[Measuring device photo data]
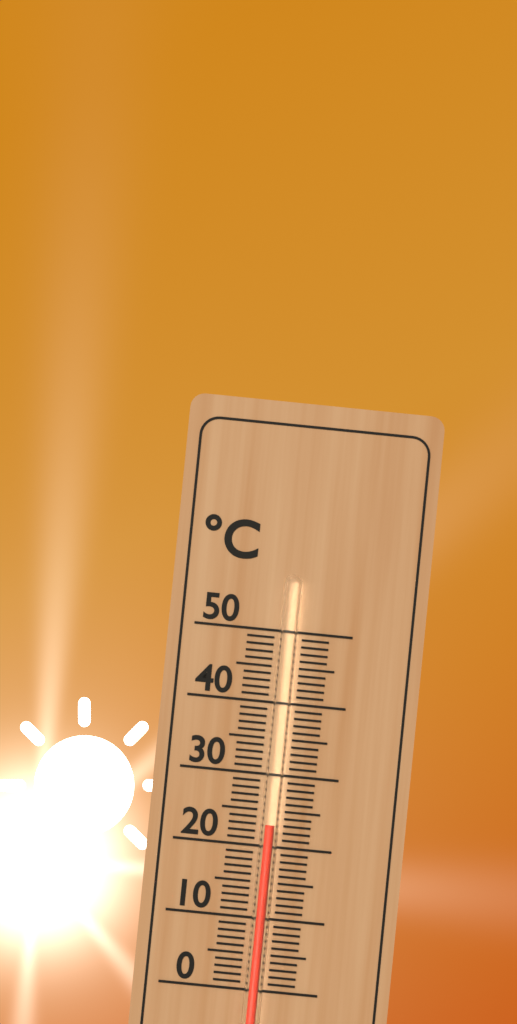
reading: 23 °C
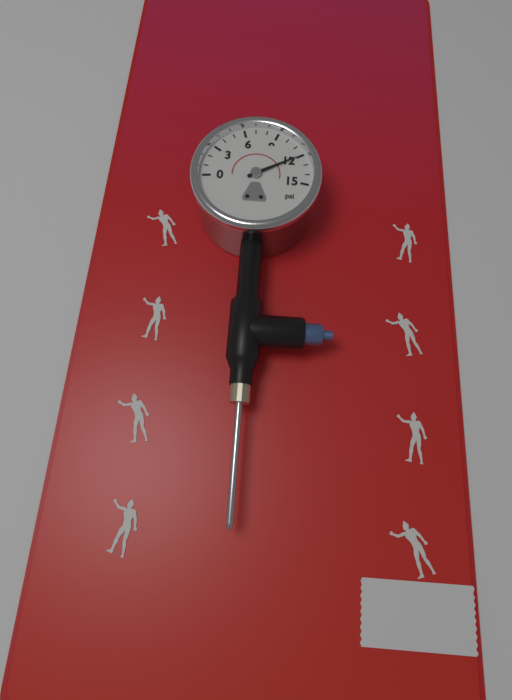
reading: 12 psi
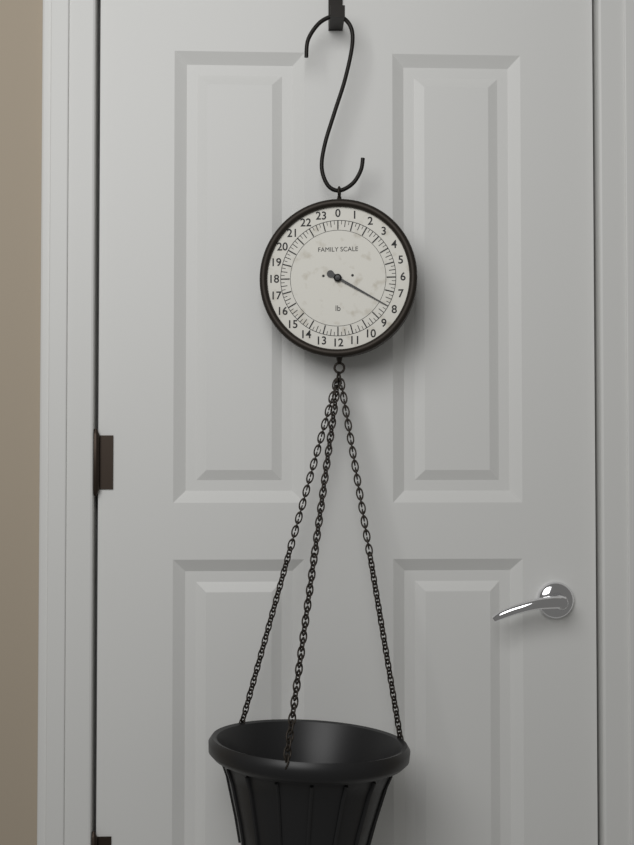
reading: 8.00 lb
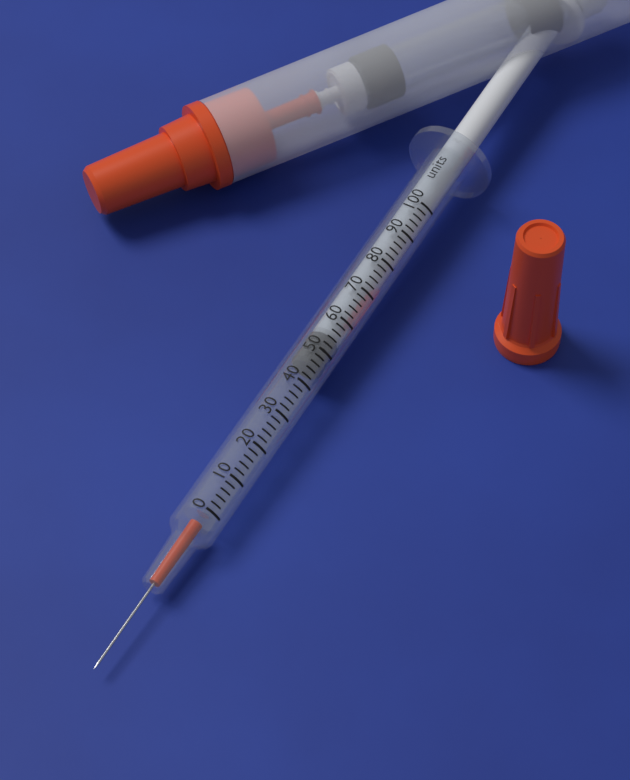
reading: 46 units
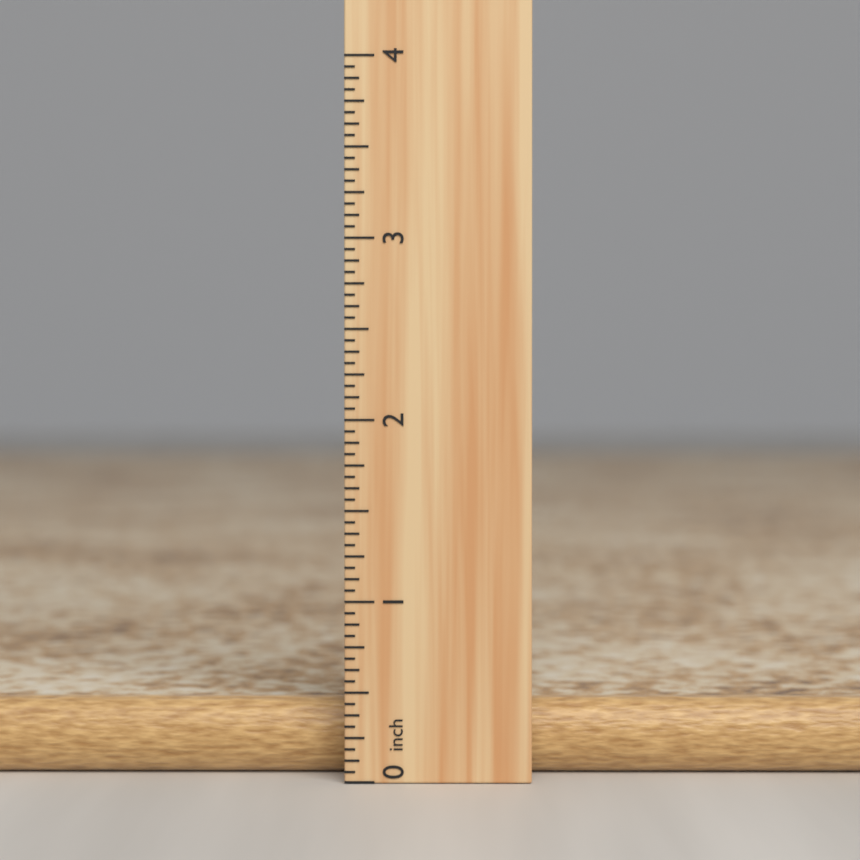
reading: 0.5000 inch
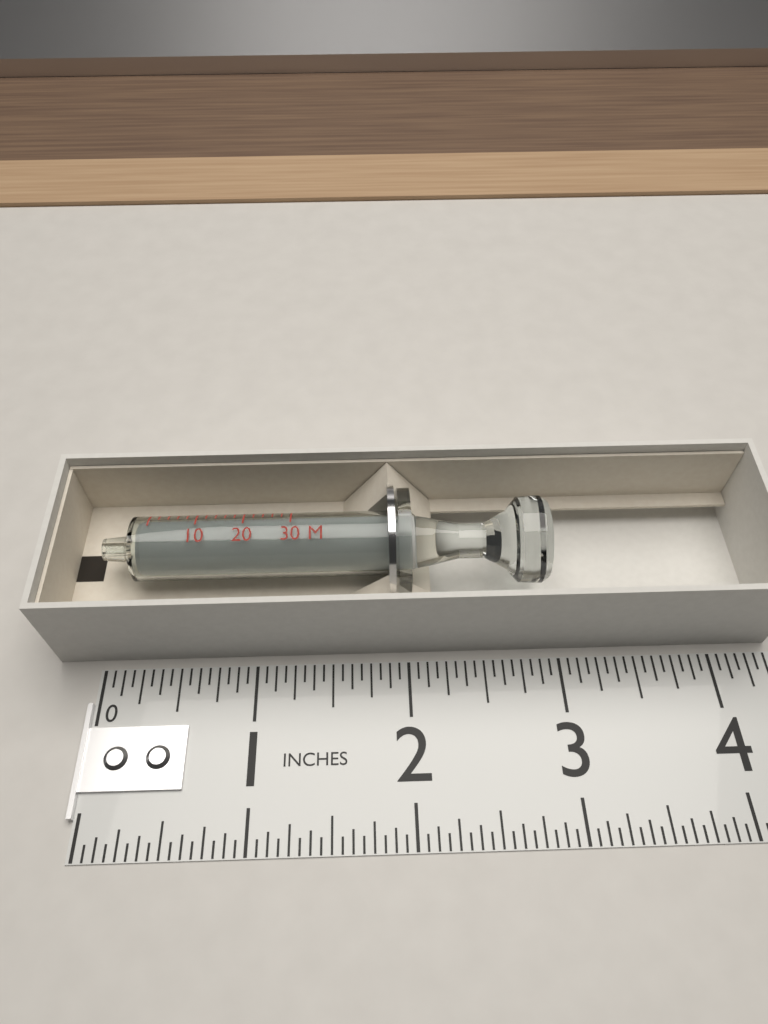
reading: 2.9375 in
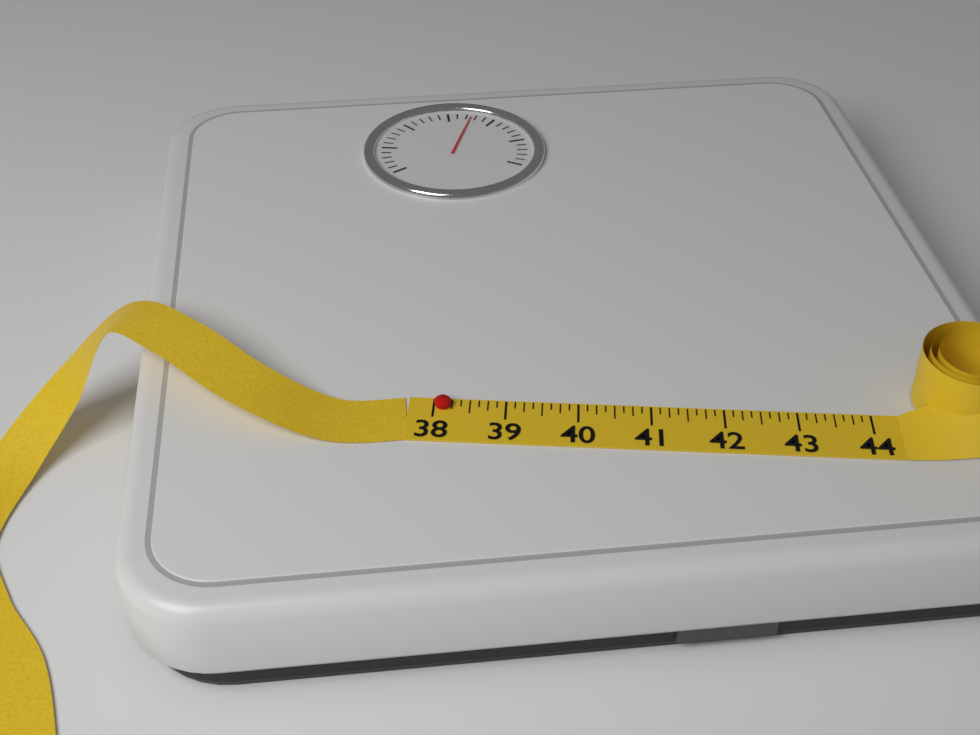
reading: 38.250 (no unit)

Problem details
Print once more, exactly, the lines from the one with "reading: 12 psi" through the last line of the data, both ends included, without any pictures.

Response to this task
reading: 12 psi
reading: 8.00 lb
reading: 46 units
reading: 0.5000 inch
reading: 2.9375 in
reading: 38.250 (no unit)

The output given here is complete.